Your instructions — Please make an exact transcription of all the data that follows.

Working data —

● ● ● ● ●

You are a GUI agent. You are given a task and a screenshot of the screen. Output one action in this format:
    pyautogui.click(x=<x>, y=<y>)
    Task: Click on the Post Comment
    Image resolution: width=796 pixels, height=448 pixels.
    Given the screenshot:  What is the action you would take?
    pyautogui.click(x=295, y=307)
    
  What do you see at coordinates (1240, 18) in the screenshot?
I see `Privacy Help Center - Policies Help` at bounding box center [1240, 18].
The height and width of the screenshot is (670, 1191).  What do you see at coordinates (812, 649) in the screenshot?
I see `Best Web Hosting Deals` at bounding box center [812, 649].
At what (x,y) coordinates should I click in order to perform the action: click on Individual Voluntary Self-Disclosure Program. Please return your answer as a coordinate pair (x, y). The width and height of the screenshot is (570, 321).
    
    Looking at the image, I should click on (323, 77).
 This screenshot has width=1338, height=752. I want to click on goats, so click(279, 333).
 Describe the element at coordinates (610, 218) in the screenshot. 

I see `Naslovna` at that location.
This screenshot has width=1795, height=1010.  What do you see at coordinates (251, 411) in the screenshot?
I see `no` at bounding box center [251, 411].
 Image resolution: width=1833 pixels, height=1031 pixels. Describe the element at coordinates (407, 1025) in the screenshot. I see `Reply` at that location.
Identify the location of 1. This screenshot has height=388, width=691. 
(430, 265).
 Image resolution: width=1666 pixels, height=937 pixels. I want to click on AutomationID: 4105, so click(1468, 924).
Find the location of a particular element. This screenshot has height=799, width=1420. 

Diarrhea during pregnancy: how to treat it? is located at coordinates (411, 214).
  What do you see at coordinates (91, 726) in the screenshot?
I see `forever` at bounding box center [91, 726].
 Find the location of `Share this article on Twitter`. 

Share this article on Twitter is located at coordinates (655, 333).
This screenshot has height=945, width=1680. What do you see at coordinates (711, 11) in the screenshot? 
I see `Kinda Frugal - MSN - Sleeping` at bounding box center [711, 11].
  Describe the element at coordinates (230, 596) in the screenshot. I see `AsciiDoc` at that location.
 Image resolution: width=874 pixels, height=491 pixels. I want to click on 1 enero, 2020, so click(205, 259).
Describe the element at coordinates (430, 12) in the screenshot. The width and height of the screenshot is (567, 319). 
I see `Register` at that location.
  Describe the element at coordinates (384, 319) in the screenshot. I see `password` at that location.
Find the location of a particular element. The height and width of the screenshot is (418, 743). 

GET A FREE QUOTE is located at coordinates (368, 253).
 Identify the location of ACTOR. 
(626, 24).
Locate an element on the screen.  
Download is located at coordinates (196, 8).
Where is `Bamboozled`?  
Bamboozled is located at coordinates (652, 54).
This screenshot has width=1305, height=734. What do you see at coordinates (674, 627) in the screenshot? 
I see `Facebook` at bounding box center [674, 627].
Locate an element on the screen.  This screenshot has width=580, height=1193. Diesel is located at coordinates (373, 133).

● ● ● ● ●

Reply to the task —
You are a GUI agent. You are given a task and a screenshot of the screen. Output one action in this format:
    pyautogui.click(x=<x>, y=<y>)
    Task: Click on the Post Comment
    Image resolution: width=796 pixels, height=448 pixels.
    Given the screenshot:  What is the action you would take?
    pyautogui.click(x=295, y=307)
    
  What do you see at coordinates (1240, 18) in the screenshot?
I see `Privacy Help Center - Policies Help` at bounding box center [1240, 18].
The height and width of the screenshot is (670, 1191).  What do you see at coordinates (812, 649) in the screenshot?
I see `Best Web Hosting Deals` at bounding box center [812, 649].
At what (x,y) coordinates should I click in order to perform the action: click on Individual Voluntary Self-Disclosure Program. Please return your answer as a coordinate pair (x, y). The width and height of the screenshot is (570, 321).
    
    Looking at the image, I should click on (323, 77).
 This screenshot has width=1338, height=752. I want to click on goats, so click(279, 333).
 Describe the element at coordinates (610, 218) in the screenshot. 

I see `Naslovna` at that location.
This screenshot has width=1795, height=1010.  What do you see at coordinates (251, 411) in the screenshot?
I see `no` at bounding box center [251, 411].
 Image resolution: width=1833 pixels, height=1031 pixels. Describe the element at coordinates (407, 1025) in the screenshot. I see `Reply` at that location.
Identify the location of 1. This screenshot has height=388, width=691. 
(430, 265).
 Image resolution: width=1666 pixels, height=937 pixels. I want to click on AutomationID: 4105, so click(1468, 924).
Find the location of a particular element. This screenshot has height=799, width=1420. 

Diarrhea during pregnancy: how to treat it? is located at coordinates (411, 214).
  What do you see at coordinates (91, 726) in the screenshot?
I see `forever` at bounding box center [91, 726].
 Find the location of `Share this article on Twitter`. 

Share this article on Twitter is located at coordinates (655, 333).
This screenshot has height=945, width=1680. What do you see at coordinates (711, 11) in the screenshot? 
I see `Kinda Frugal - MSN - Sleeping` at bounding box center [711, 11].
  Describe the element at coordinates (230, 596) in the screenshot. I see `AsciiDoc` at that location.
 Image resolution: width=874 pixels, height=491 pixels. I want to click on 1 enero, 2020, so click(205, 259).
Describe the element at coordinates (430, 12) in the screenshot. The width and height of the screenshot is (567, 319). 
I see `Register` at that location.
  Describe the element at coordinates (384, 319) in the screenshot. I see `password` at that location.
Find the location of a particular element. The height and width of the screenshot is (418, 743). 

GET A FREE QUOTE is located at coordinates (368, 253).
 Identify the location of ACTOR. 
(626, 24).
Locate an element on the screen.  
Download is located at coordinates (196, 8).
Where is `Bamboozled`?  
Bamboozled is located at coordinates (652, 54).
This screenshot has width=1305, height=734. What do you see at coordinates (674, 627) in the screenshot? 
I see `Facebook` at bounding box center [674, 627].
Locate an element on the screen.  This screenshot has width=580, height=1193. Diesel is located at coordinates (373, 133).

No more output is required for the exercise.